What is the ROI of multi-threading a deal? Deals with four or more threaded relationships close 40 to 55% more than single-threaded deals. The mechanism is resilience: when a single champion leaves, gets reassigned, or loses political capital, the deal survives.
How do warm intros compare to cold outreach on conversion? Warm intros convert to meetings 3 to 5 times more than cold outreach in every dataset we have measured. The compounding effect matters more than the headline number — a warm meeting also improves the quality of every subsequent conversation with the buying group.
Which buying group framework should I use — the six jobs or Challenger? Both. Gartner's six-buying-jobs model gives you a completeness check — did you name a human for every job the buying group has to perform? Challenger's Mobilizer/Talker/Blocker model gives you a power lens — of the people you have named, who actually moves the deal? Use the six jobs to enumerate, use Challenger to activate.
The bottom line
Buying groups have gotten bigger, more conflicted, and harder to reach through any single relationship. 10 to 11 stakeholders, 74% conflict rate, 60% buyer regret, 95% job revisiting — these are the numbers that define enterprise selling in 2026. Cold prospecting alone does not solve for that scale. Neither does a MEDDPICC template.

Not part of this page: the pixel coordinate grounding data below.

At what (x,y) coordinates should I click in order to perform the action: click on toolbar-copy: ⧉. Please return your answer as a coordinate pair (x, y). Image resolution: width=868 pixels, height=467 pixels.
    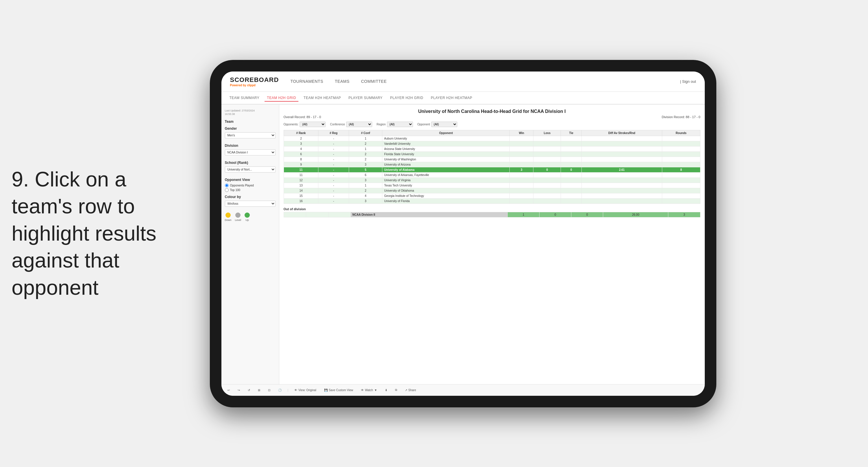
    Looking at the image, I should click on (396, 390).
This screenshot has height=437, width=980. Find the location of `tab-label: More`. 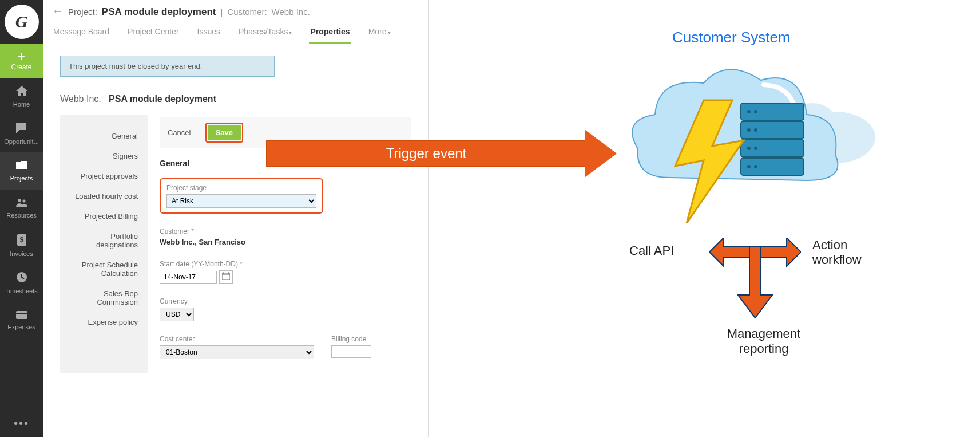

tab-label: More is located at coordinates (378, 32).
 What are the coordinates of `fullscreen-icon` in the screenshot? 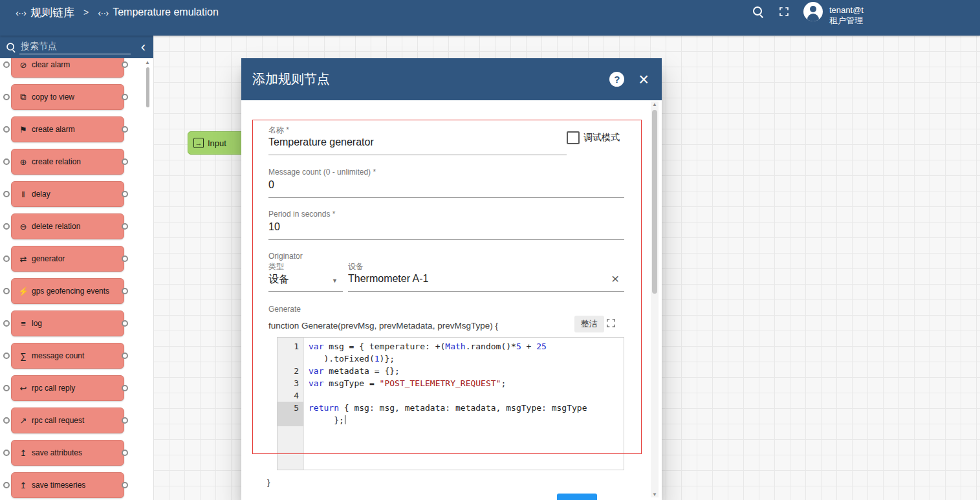 It's located at (784, 12).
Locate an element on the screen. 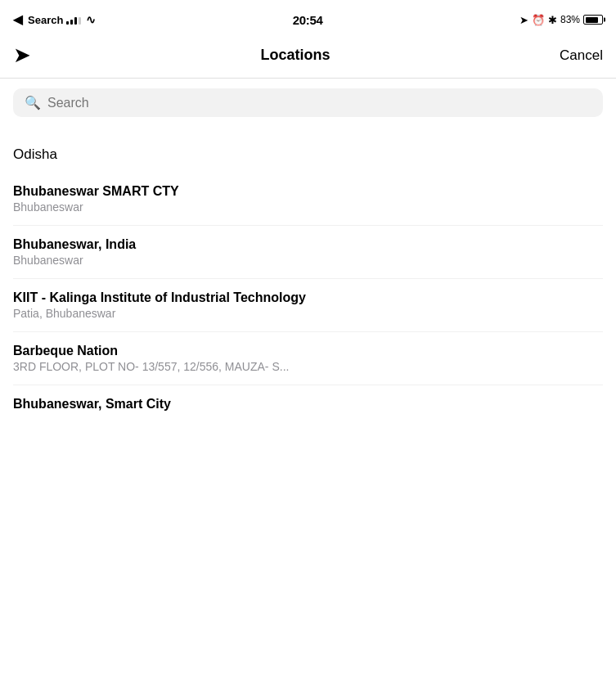 This screenshot has height=693, width=616. back-icon: ◀ is located at coordinates (18, 20).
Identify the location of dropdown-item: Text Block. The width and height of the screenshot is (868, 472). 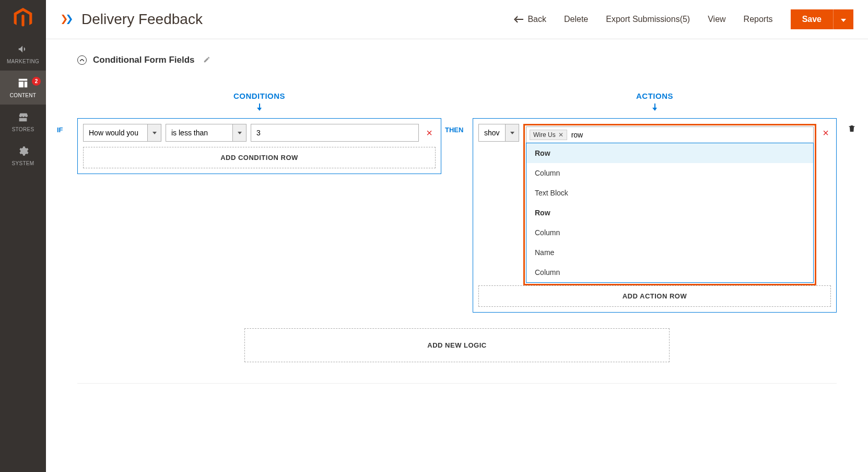
(670, 193).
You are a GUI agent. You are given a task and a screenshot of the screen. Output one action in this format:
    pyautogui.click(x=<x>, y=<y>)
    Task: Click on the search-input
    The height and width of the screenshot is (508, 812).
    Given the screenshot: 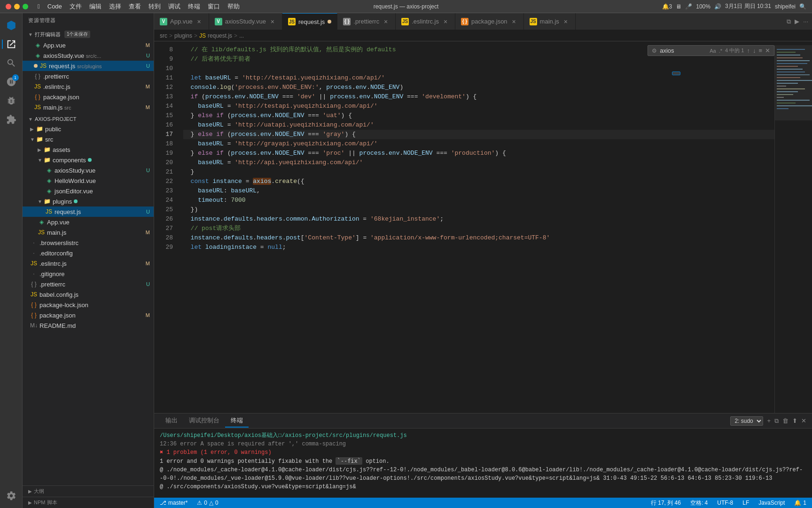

The teams winning right now are running a repeatable four-step play: enumerate every stakeholder against the six buying jobs, score the strength and recency of every relationship path, map the actual power dynamics inside the group, then sequence outreach warm-first with 4+ threads. Relationship intelligence is the data layer that makes each step possible at the scale a 10-11 person group requires. If you are still running this play from a CRM export and a rep's memory, you are leaving the majority of your warm paths on the table — and the buying group will notice.